Summary
- Opera’s Web Rewind: an interactive, nostalgic playground of the internet’s baby photos.
- Tell your favorite web memory in ≤500 chars (pics/video
- Three winners win a trip to CERN to visit the Web’s birthplace and LHC before June 30, 2026.
The speed of the internet feels like a double-edged sword. On one hand, you’re never more than a week away from the newest trend, meme, or in-joke to hit the internet; on the other, things get buried so quickly that you don’t have much time to savor things before they’re already passe.
So, how about going back in time and checking out how things were in the early days? Well, Opera is celebrating its birthday the best way that it knows how: by showing everyone the internet’s baby photos and cooing over them. Remember when Grumpy Cat was a thing? Well, you’re about to.
Opera Project Rewind is here to remind you how old your favorite memes are
‘All Your Base’ is still hip, right?
To celebrate its 30th birthday, Opera has released Web Rewind. It’s an interactive look through how the internet evolved and developed over time, including those glorious golden years where the ‘You’ve got mail’ AOL guy was relevant. Opera insists that, while it’s a curated collection of stuff from over the last three decades of the internet, you should treat it less like a museum and more like a playground where you can mess around and play with things. So, basically, a museum if the curators weren’t cowards about me putting on the medieval armor.

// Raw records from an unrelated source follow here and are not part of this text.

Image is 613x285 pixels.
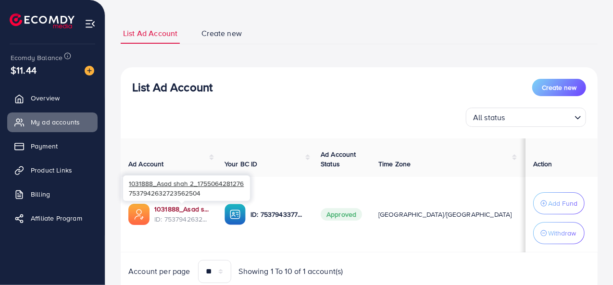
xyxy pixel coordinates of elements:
span: ID: 7537942632723562504 [154,214,209,224]
span: Ad Account [128,159,164,169]
span: Create new [201,28,242,39]
a: Affiliate Program [7,209,98,228]
p: Add Fund [548,198,578,209]
span: Billing [31,189,50,199]
div: 7537942632723562504 [123,176,250,201]
img: ic-ba-acc.ded83a64.svg [225,204,246,225]
p: Withdraw [548,227,576,239]
button: Withdraw [533,222,585,244]
a: My ad accounts [7,113,98,132]
span: Approved [321,208,362,221]
span: Your BC ID [225,159,258,169]
span: Overview [31,93,60,103]
img: image [85,66,94,75]
span: My ad accounts [31,117,80,127]
a: Payment [7,137,98,156]
div: Search for option [466,108,586,127]
span: List Ad Account [123,28,177,39]
span: [GEOGRAPHIC_DATA]/[GEOGRAPHIC_DATA] [378,210,512,219]
input: Search for option [508,109,571,125]
span: Time Zone [378,159,411,169]
span: Account per page [128,266,190,277]
p: ID: 7537943377279549456 [251,209,305,220]
a: 1031888_Asad shah 2_1755064281276 [154,204,209,214]
span: Action [533,159,553,169]
span: $11.44 [9,56,38,84]
a: Billing [7,185,98,204]
span: Product Links [31,165,72,175]
span: All status [471,111,507,125]
iframe: Chat [572,242,606,278]
span: 1031888_Asad shah 2_1755064281276 [129,179,244,188]
a: Overview [7,88,98,108]
span: Ecomdy Balance [11,53,63,63]
span: Showing 1 To 10 of 1 account(s) [239,266,343,277]
span: Create new [542,83,577,92]
img: menu [85,18,96,29]
a: Product Links [7,161,98,180]
img: logo [10,13,75,28]
span: Affiliate Program [31,214,82,223]
img: ic-ads-acc.e4c84228.svg [128,204,150,225]
h3: List Ad Account [132,80,213,94]
span: Payment [31,141,58,151]
button: Create new [532,79,586,96]
span: Ad Account Status [321,150,356,169]
button: Add Fund [533,192,585,214]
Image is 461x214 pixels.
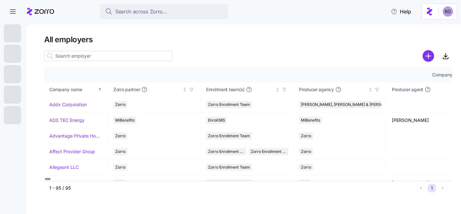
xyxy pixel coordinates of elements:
th: Enrollment team(s)Not sorted [201,82,294,97]
span: Zorro [115,132,125,139]
span: MiBenefits [301,117,320,124]
button: Next page [438,184,446,192]
h1: All employers [44,35,452,44]
div: Sorted ascending [98,87,102,92]
a: Affect Provider Group [49,148,95,155]
a: Addx Corporation [49,101,87,108]
a: Advantage Private Home Care [49,133,103,139]
div: Not sorted [275,87,280,92]
th: Producer agencyNot sorted [294,82,386,97]
a: Allegeant LLC [49,164,79,170]
a: Always On Call Answering Service [49,180,103,186]
span: Zorro partner [113,86,140,93]
span: Zorro Enrollment Team [208,148,244,155]
button: Previous page [416,184,425,192]
svg: add icon [422,50,434,62]
span: Zorro [115,148,125,155]
div: Not sorted [368,87,372,92]
span: Zorro Enrollment Team [208,164,250,171]
img: 6d862e07fa9c5eedf81a4422c42283ac [442,6,453,17]
span: Producer agency [299,86,334,93]
span: Zorro Enrollment Team [208,132,250,139]
input: Search employer [44,51,172,61]
span: Zorro [115,101,125,108]
span: [PERSON_NAME], [PERSON_NAME] & [PERSON_NAME] [301,101,400,108]
span: Zorro [115,164,125,171]
div: Not sorted [182,87,187,92]
button: 1 [427,184,436,192]
span: Zorro Enrollment Team [208,101,250,108]
div: 1 - 95 / 95 [49,185,414,191]
span: Zorro [301,148,311,155]
button: Help [385,5,416,18]
span: Search across Zorro... [115,8,167,16]
span: Zorro [301,132,311,139]
span: Zorro [301,164,311,171]
th: Company nameSorted ascending [44,82,108,97]
span: Help [390,8,411,15]
span: Enroll365 [208,117,225,124]
span: Producer agent [391,86,423,93]
div: Company name [49,86,97,93]
span: MiBenefits [115,117,134,124]
span: Zorro Enrollment Experts [250,148,287,155]
span: Enrollment team(s) [206,86,244,93]
button: Search across Zorro... [100,4,228,19]
th: Zorro partnerNot sorted [108,82,201,97]
a: ADS TEC Energy [49,117,84,123]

However, that’s not all. Opera is also holding a small competition where you can share your fave internet memory:
To mark the big 3-0, we’re hunting for the best web memories that actually stuck. We’re encouraging everyone to reflect for a second and submit their own “Web Rewind” moments – whether it’s a life-changing online interaction, a nostalgic gaming site, or a piece of internet folklore that defined your experience online.
The authors of the three best entries will win a trip to the birthplace of it all: CERN in Switzerland. This is where the World Wide Web was born in the early 90s. Winners will get the rare chance to visit the home of the Large Hadron Collider and stand where Sir Tim Berners-Lee first revolutionized how we share information.
All you have to do to compete is to visit the website, hit the “Submit” button, and then tell your story using up to 500 characters. If you still have a video or a picture from your story, you can upload it too, as long as it’s below 10 MB. You’ve got until March 27th, 2026, and the winners will get to visit before June 30th, 2026. Good luck!